It's scary and uncomfortable releasing music that is close to you.

I definitely study the greats.

I really wish I could have collaborated with Prince before he passed.

We use social media as a platform to speak on issues that we feel passionate about and I see people debating on Twitter all the time about social injustices.

I have to keep doing me. I have to not look at what everybody else is doing, or what everybody else thinks should be happening right now.

I write about other people's experiences from time to time.

I love Toronto.

One of the first CDs I ever bought was Alicia Keys's 'MTV Unplugged' album. That album is the one I would take home and listen to on my Walkman, in my room, before I had an iPod. I learned most of the songs on piano.

My dad and I used to play Prince, Lauryn Hill, Stevie Wonder, The Parliaments, and a lot of older funk bands while cooking breakfast in the morning.

I remember being really, really young and watching Prince and Michael Jackson concert DVDs. One of my favorites is Prince's 'Rave Un2 The Year 2000.'

People always make me uncomfortable when they ask me: 'Who's this song about?' I feel like I let you read my diary and now we have to have a conversation about it! I already let you read it, let's just leave it at that.

It took me a while to want to do interviews.

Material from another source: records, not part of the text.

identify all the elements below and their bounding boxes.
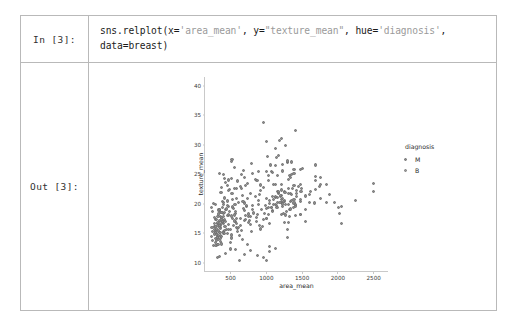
scatter-point [235, 197, 238, 200]
scatter-point [291, 187, 294, 190]
scatter-point [292, 206, 295, 209]
scatter-point [216, 243, 219, 246]
scatter-point [299, 213, 302, 216]
notebook-input-cell: In [3]: sns.relplot(x='area_mean', y="te… [21, 16, 496, 63]
scatter-point [257, 170, 260, 173]
scatter-point [241, 194, 244, 197]
scatter-point [230, 233, 233, 236]
scatter-point [314, 175, 317, 178]
scatter-point [266, 155, 269, 158]
scatter-point [223, 225, 226, 228]
scatter-point [241, 238, 244, 241]
scatter-point [340, 222, 343, 225]
legend-marker-icon-m [404, 158, 407, 161]
scatter-point [254, 195, 257, 198]
scatter-point [210, 226, 213, 229]
scatter-point [247, 221, 250, 224]
scatter-point [233, 166, 236, 169]
scatter-point [233, 203, 236, 206]
scatter-point [267, 179, 270, 182]
scatter-point [249, 192, 252, 195]
scatter-point [319, 176, 322, 179]
legend-item-m[interactable]: M [404, 154, 474, 165]
scatter-point [223, 232, 226, 235]
scatter-point [274, 164, 277, 167]
input-cell-body[interactable]: sns.relplot(x='area_mean', y="texture_me… [89, 16, 496, 62]
y-tick-mark [203, 115, 206, 116]
scatter-point [224, 181, 227, 184]
scatter-point [240, 173, 243, 176]
scatter-point [257, 199, 260, 202]
relplot-figure: area_mean texture_mean 10152025303540500… [89, 63, 497, 310]
scatter-point [220, 235, 223, 238]
scatter-point [257, 203, 260, 206]
code-token-hue-key: , hue= [344, 25, 378, 36]
scatter-point [237, 201, 240, 204]
scatter-point [292, 168, 295, 171]
legend-label-m: M [415, 156, 420, 163]
scatter-point [230, 236, 233, 239]
scatter-point [226, 232, 229, 235]
scatter-point [267, 206, 270, 209]
scatter-point [236, 230, 239, 233]
legend: diagnosis M B [404, 143, 474, 176]
scatter-point [220, 186, 223, 189]
scatter-point [211, 210, 214, 213]
scatter-point [221, 220, 224, 223]
scatter-point [319, 197, 322, 200]
scatter-point [258, 193, 261, 196]
scatter-point [281, 169, 284, 172]
scatter-point [274, 147, 277, 150]
code-token-hue-value: 'diagnosis' [378, 25, 440, 36]
scatter-point [249, 223, 252, 226]
scatter-point [210, 206, 213, 209]
scatter-point [276, 174, 279, 177]
legend-item-b[interactable]: B [404, 165, 474, 176]
scatter-point [229, 228, 232, 231]
x-tick-mark [230, 271, 231, 274]
scatter-point [299, 190, 302, 193]
scatter-point [290, 173, 293, 176]
scatter-point [308, 193, 311, 196]
scatter-point [265, 217, 268, 220]
x-tick-mark [302, 271, 303, 274]
y-tick-mark [203, 233, 206, 234]
scatter-point [268, 202, 271, 205]
scatter-point [299, 198, 302, 201]
scatter-point [218, 255, 221, 258]
scatter-point [294, 214, 297, 217]
scatter-point [238, 259, 241, 262]
code-editor[interactable]: sns.relplot(x='area_mean', y="texture_me… [89, 16, 496, 53]
scatter-point [372, 182, 375, 185]
scatter-point [235, 187, 238, 190]
scatter-point [230, 192, 233, 195]
scatter-point [217, 212, 220, 215]
screenshot-root: In [3]: sns.relplot(x='area_mean', y="te… [0, 0, 519, 325]
scatter-point [255, 220, 258, 223]
code-line-2: data=breast) [100, 40, 168, 51]
scatter-point [231, 198, 234, 201]
scatter-point [241, 200, 244, 203]
scatter-point [274, 247, 277, 250]
code-token-x-value: 'area_mean' [179, 25, 241, 36]
scatter-point [262, 121, 265, 124]
scatter-point [284, 144, 287, 147]
scatter-point [259, 189, 262, 192]
scatter-point [224, 220, 227, 223]
scatter-point [268, 222, 271, 225]
scatter-point [333, 201, 336, 204]
scatter-point [267, 213, 270, 216]
scatter-point [210, 235, 213, 238]
code-token-y-value: "texture_mean" [265, 25, 344, 36]
scatter-point [229, 241, 232, 244]
scatter-point [265, 197, 268, 200]
code-token-call: sns.relplot(x= [100, 25, 179, 36]
scatter-point [249, 249, 252, 252]
x-tick-mark [373, 271, 374, 274]
scatter-point [262, 218, 265, 221]
y-tick-mark [203, 262, 206, 263]
scatter-point [233, 213, 236, 216]
scatter-point [283, 221, 286, 224]
scatter-point [250, 162, 253, 165]
scatter-point [275, 206, 278, 209]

I'm huge on the dynamic of my show and the experience, not just performing songs. It's important to me to make sure that people experience every song, and feel like I'm singing directly to them. Your eyes never want to leave the stage because there's always something happening.

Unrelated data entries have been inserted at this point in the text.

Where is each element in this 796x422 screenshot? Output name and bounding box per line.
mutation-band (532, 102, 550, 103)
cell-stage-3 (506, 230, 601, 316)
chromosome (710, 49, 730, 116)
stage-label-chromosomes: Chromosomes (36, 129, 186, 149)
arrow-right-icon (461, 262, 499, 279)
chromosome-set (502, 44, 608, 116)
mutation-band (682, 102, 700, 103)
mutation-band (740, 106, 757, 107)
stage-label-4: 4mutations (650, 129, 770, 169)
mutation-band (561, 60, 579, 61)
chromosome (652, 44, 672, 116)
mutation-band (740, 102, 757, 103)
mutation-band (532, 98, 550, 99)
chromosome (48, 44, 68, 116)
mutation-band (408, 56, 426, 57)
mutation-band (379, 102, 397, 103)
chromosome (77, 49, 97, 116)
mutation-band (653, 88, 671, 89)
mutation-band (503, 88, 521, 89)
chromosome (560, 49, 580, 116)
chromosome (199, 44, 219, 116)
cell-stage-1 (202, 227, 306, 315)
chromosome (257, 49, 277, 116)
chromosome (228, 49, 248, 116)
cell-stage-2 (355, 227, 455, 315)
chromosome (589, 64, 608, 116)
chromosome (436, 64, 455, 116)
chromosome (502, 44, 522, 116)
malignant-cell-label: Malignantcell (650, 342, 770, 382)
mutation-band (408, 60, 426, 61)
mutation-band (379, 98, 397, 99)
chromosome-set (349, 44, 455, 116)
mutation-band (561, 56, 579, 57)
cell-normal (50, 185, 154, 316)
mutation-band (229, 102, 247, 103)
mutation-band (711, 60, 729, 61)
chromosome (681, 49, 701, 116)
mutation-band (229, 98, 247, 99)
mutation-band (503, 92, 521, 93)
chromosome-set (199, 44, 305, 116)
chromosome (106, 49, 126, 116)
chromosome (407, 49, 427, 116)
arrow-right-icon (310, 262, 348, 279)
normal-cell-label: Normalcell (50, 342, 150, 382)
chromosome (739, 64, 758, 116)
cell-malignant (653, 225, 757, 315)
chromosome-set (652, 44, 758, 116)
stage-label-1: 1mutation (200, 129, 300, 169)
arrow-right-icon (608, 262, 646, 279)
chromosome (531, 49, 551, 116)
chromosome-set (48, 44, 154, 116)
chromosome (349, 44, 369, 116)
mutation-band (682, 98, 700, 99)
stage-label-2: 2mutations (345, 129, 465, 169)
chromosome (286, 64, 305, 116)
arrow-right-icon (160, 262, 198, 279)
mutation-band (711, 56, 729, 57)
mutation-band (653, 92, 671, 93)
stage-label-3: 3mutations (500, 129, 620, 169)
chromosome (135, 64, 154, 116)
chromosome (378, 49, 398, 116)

I represent young black women, and I'm proud of that.

Black culture, to me, is so important and I identify with young black women.

I just want to give back to the community that raised me now that I've gotten to a point where I can do that.

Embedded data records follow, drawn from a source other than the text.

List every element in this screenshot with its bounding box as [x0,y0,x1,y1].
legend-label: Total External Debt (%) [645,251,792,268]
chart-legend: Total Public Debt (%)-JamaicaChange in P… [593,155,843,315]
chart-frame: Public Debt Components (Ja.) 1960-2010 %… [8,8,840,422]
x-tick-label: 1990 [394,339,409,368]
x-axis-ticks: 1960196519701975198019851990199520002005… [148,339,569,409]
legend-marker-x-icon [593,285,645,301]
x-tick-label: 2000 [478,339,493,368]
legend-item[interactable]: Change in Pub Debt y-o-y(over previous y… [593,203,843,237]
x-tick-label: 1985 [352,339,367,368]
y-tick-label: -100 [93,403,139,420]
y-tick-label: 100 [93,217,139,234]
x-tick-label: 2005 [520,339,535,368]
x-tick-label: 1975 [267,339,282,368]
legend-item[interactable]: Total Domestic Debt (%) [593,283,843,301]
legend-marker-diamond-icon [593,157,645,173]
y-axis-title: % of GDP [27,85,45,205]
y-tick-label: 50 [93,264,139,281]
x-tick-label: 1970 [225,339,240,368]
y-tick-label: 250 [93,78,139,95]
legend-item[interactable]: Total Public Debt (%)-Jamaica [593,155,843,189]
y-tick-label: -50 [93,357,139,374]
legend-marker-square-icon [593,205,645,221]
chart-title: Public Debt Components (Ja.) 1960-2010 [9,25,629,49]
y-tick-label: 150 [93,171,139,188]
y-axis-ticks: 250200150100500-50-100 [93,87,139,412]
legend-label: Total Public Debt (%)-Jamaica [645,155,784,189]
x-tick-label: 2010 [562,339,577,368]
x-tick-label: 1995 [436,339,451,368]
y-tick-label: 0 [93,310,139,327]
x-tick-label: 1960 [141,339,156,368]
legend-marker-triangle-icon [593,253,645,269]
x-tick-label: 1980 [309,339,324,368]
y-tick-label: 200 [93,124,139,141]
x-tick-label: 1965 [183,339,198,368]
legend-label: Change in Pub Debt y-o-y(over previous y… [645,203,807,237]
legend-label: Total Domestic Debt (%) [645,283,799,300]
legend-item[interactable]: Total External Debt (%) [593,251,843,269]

I went to a Buddy Guy concert when I was, like, seven years old.

It's one thing to be able to sing well, but another to be an artist and find your own voice within music. And that's what the goal was for me in my teenage years. I had to find myself.

I think most women, we have intuition. We always know what we always want to find out. We always want to be wrong, and we hate when we're right at the end of the day. People say we love to be right. That's not true. We don't like to be right, because usually we know when it's the truth.

I was playing music since I was 6 or 7. I felt that music was a given to me.

After I graduated from high school, I was like, let's see what happens. I took the time to develop my artistry and my songs, and tried to figure out who I am and what my message is.

I'm half-Filipino and Filipinos love karaoke.

I will say about my fans, from day one they've been listening and are still listening to my projects on repeat.

I've been singing love songs since I was a toddler, I was singing Whitney Houston, Mariah Carey and even Alicia Keys song, that helped my writing so much.